A female suicide bomber on Saturday blew herself up in the northeastern Nigerian city of Maiduguri, killing three people and injuring several others, residents said.
The incident in the Dala Yazaram area of the city happened a day after at least 55 people were killed in attacks in the northeast, including 28 in Maiduguri.
A local resident said he saw two female suicide bombers enter the neighbourhood of Dala Yazaram, some six kilometres (four miles) from the city but one of them was stopped by people nearby while the other blew herself up.
“Three people have been killed and many injured. One of the terrorists was arrested before she could detonate,” resident Shuaibu Umara, a security guard at a nearby NNPC petrol station, told AFP.
A spokesman for the National Emergency Management Agency (NEMA) said one person, a member of the civilian vigilante group assisting the military in the fight against Boko Haram, was killed and 10 injured in the blast.
“Four female suicide bombers at about 7:45am today in the morning attempted to enter a Dala Ajeri area of Maiduguri but were intercepted by the civilian JTF (joint military task force),” Sani Datti said in a statement.
“Three of the female suicide bombers detonated the explosions in their bodies immediately and the fourth one was intercepted but later died,” he said.
He said six of the injured had been treated and discharged from the hospital.
Although no group has claimed responsibility for the blast, immediate suspicion fell on the Islamist group Boko Haram.
Maiduguri has now been hit seven times this month, killing a total of 79 people, according to an AFP tally, underscoring an increased risk to civilians after similar strikes in neighbouring states and near the capital, Abuja.
On Friday, two separate explosions ripped through two mosques in Maiduguri and nearby Yola, capital of Adamawa state, leaving at least 55 people dead and more than 100 injured.
The explosion in Yola’s Jambutu Juma’at mosque took place shortly after the imam had finished a sermon to inaugurate the new mosque.
NEMA Adamawa coordinator Sa’ad Bello said on Saturday the death toll had risen to 30 from 27 on Friday.
“The death toll now stands at 30 following the death of three injured victims in hospitals while 93 are injured,” he said.
Residents said the interior was still littered with shoes, prayer mats and worshippers’ other belongings.
Yola has been seen as a relatively safe haven from the Boko Haram insurgency, which has ravaged the northeast for the last six years.
Boko Haram, which seeks to create a hardline Islamic state in northeast Nigeria, has regularly targeted mosques and religious leaders who do not share their extremist ideology.
Nigeria’s military has claimed a series of successes against the jihadists.
President Muhammadu Buhari has given his military commanders until December to end the insurgency, which has left at least 17,000 people dead and more than 2.5 million homeless since 2009.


*Work instruction*:
Answer with a number only, giving how many lines in the data below include "rating".

*Supplied data*:
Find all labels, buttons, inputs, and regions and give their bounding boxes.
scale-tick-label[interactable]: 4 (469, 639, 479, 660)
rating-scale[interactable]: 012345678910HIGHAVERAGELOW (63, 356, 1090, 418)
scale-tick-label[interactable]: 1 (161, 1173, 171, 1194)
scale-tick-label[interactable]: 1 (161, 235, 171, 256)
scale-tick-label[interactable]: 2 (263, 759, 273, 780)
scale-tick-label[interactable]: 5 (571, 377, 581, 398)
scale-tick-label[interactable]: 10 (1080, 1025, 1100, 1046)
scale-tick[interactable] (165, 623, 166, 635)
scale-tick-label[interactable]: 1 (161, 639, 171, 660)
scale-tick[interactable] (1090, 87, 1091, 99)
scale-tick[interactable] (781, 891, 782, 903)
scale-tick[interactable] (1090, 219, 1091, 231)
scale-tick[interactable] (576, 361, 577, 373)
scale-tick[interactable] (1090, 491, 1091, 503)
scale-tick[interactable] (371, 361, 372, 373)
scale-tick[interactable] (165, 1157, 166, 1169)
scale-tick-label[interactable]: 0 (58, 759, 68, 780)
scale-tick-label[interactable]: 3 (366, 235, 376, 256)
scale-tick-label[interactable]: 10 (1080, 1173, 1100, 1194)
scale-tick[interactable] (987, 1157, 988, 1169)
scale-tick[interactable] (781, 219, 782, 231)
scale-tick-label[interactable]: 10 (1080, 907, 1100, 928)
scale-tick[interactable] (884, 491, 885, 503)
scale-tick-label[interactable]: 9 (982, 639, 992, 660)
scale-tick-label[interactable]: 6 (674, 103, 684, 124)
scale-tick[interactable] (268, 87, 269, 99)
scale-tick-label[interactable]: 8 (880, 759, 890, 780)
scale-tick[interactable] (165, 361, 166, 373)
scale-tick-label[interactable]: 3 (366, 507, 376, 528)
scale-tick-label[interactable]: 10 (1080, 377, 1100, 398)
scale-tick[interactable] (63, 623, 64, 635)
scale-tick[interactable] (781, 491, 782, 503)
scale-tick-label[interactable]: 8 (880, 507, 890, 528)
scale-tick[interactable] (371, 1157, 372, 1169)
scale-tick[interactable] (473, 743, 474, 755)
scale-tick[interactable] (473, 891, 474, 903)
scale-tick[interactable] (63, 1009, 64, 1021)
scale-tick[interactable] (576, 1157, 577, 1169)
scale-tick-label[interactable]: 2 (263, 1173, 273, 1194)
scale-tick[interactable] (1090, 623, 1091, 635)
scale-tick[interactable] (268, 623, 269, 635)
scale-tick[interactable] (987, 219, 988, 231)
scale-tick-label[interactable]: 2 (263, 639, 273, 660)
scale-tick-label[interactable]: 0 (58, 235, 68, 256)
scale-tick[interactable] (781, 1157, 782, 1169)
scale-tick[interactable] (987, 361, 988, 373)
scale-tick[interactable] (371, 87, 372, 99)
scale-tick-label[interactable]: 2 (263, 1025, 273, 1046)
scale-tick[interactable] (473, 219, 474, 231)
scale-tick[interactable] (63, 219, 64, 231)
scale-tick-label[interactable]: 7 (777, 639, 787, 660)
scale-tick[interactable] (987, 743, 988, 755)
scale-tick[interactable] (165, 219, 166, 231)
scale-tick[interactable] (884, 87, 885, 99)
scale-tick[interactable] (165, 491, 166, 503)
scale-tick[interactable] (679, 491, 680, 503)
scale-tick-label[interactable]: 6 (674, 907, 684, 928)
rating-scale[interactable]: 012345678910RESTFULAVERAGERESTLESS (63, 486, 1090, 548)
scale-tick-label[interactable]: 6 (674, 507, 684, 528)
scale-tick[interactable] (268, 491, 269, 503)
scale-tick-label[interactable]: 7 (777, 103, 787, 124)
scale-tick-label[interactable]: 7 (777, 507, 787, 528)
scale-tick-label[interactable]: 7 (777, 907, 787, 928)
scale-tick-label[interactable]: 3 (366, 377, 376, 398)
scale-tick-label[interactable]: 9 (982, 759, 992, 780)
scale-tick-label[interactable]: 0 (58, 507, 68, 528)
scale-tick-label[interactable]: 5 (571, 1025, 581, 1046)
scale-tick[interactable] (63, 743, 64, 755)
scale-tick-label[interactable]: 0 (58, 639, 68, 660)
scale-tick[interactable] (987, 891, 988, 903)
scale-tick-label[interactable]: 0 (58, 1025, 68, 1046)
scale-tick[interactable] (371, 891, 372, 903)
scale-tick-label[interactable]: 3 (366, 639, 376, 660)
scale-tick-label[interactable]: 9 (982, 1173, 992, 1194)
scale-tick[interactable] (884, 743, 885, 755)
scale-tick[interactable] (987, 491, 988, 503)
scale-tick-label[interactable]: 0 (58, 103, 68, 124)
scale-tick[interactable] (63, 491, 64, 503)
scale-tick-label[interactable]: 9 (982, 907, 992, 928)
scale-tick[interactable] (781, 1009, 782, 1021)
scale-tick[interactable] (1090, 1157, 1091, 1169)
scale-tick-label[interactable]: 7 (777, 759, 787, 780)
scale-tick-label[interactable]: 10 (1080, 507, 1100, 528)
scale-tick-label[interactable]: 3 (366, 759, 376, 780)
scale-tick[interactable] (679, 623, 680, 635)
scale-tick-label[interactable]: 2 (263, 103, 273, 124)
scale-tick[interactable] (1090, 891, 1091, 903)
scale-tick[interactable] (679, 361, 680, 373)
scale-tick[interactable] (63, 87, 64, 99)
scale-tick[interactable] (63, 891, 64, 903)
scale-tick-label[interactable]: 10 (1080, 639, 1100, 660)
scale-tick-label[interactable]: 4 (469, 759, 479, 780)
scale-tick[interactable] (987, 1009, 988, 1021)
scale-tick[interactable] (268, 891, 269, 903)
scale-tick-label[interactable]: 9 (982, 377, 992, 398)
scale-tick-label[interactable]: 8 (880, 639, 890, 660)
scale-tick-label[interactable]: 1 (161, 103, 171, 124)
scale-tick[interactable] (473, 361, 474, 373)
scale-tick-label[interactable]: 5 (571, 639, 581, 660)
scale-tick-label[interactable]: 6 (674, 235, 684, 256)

*Output of the task*:
2